A certainly unusual choice that is nonetheless in full continuity with a sustainable strategy that Patagonia has demonstrated for decades now, allocating 1% of its turnover to environmental organizations every year.
“I didn’t know what to do with the company because I never wanted a company. I didn’t want to be a businessman. Now I could die tomorrow knowing that the company will continue to do the right thing for the next fifty years, without me being there.”
Yvon Chouinard
In a letter addressed to his 3,650 employees, the man who “never wanted to be a businessman” declares that “our only shareholder is our home planet”. The environmentalist founder has imagined his own model, ruling out the option of a corporate sale or a stock market listing.
The founder stated that “we weren’t sure that a new owner would keep our values or that we would keep our team of people around the world”.
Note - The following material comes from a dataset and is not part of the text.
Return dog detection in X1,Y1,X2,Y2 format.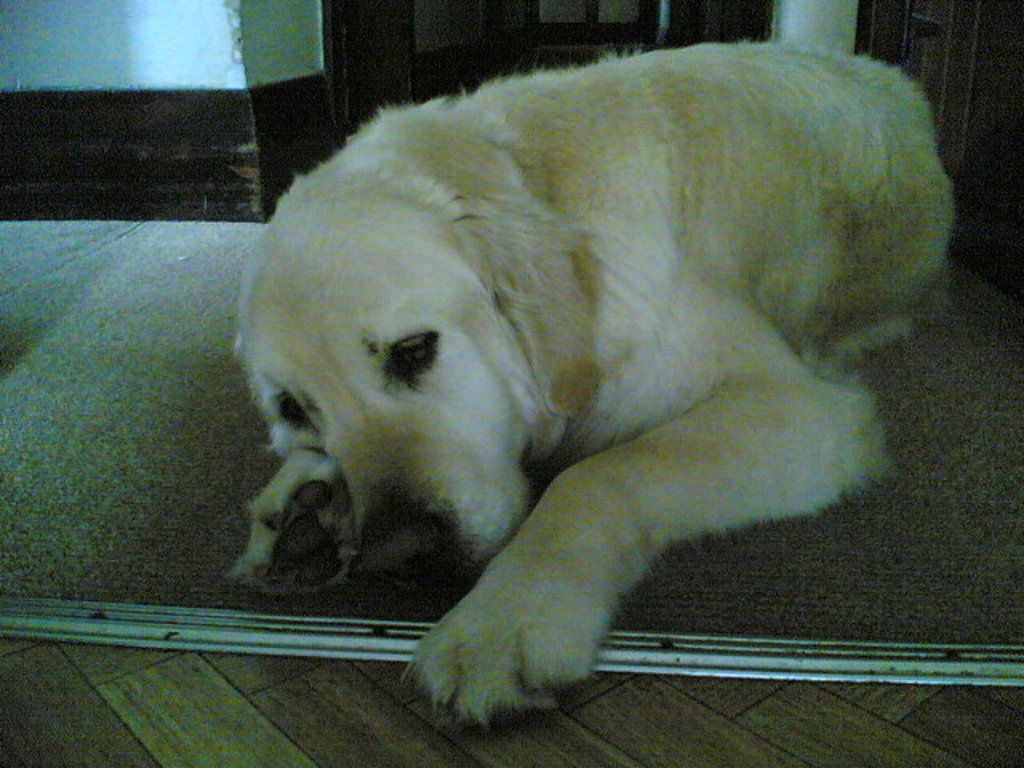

Yvon Chouinard has always been an atypical entrepreneur. The philanthropist mountaineer with French-Canadian roots developed and refined his environmental ethics within the company.
His ecological commitment materialized in 2002 with the foundation of 1% for the planet. In the following years he explained:
“The purpose of the initiative is to help fund different environmental organizations, so that collectively they can be more effective in solving the world’s problems.”
Yvon Chouinard
The initiative caused a stir, but it was not the only one implemented by the US entrepreneur. For example, Chouinard’s appeal in 2011 on the eve of Black Friday caused a sensation: the founder encourages his customers not to buy new products but to reuse or repair old ones.
Furthermore, in 2016, Patagonia took this initiative to the next level and pledged to donate 100% of the sales generated during Black Friday to environmental organizations, for a total of 10 million dollars.
If Chouinard taught us one thing, it’s that a company’s growth should never be measured by its balance sheet alone.
The company’s mission has always been to make the best product, without causing unnecessary damage to nature, developing a business to inspire and implement solutions for the environmental crisis.
The decision to have nature as the sole shareholder (official statement to the Washington Post) is yet another sign of Chouinard’s devotion to environmental protection and his irrepressible desire to surf and climb the most impervious mountains of Wyoming.
“We believe this new facility inspires a new way of doing business and putting people and the planet first.”
Ryan Gellert (CEO of Patagonia)
The unusual move comes at a time of growing global crisis. Despite everything, will it be an example for a new business model?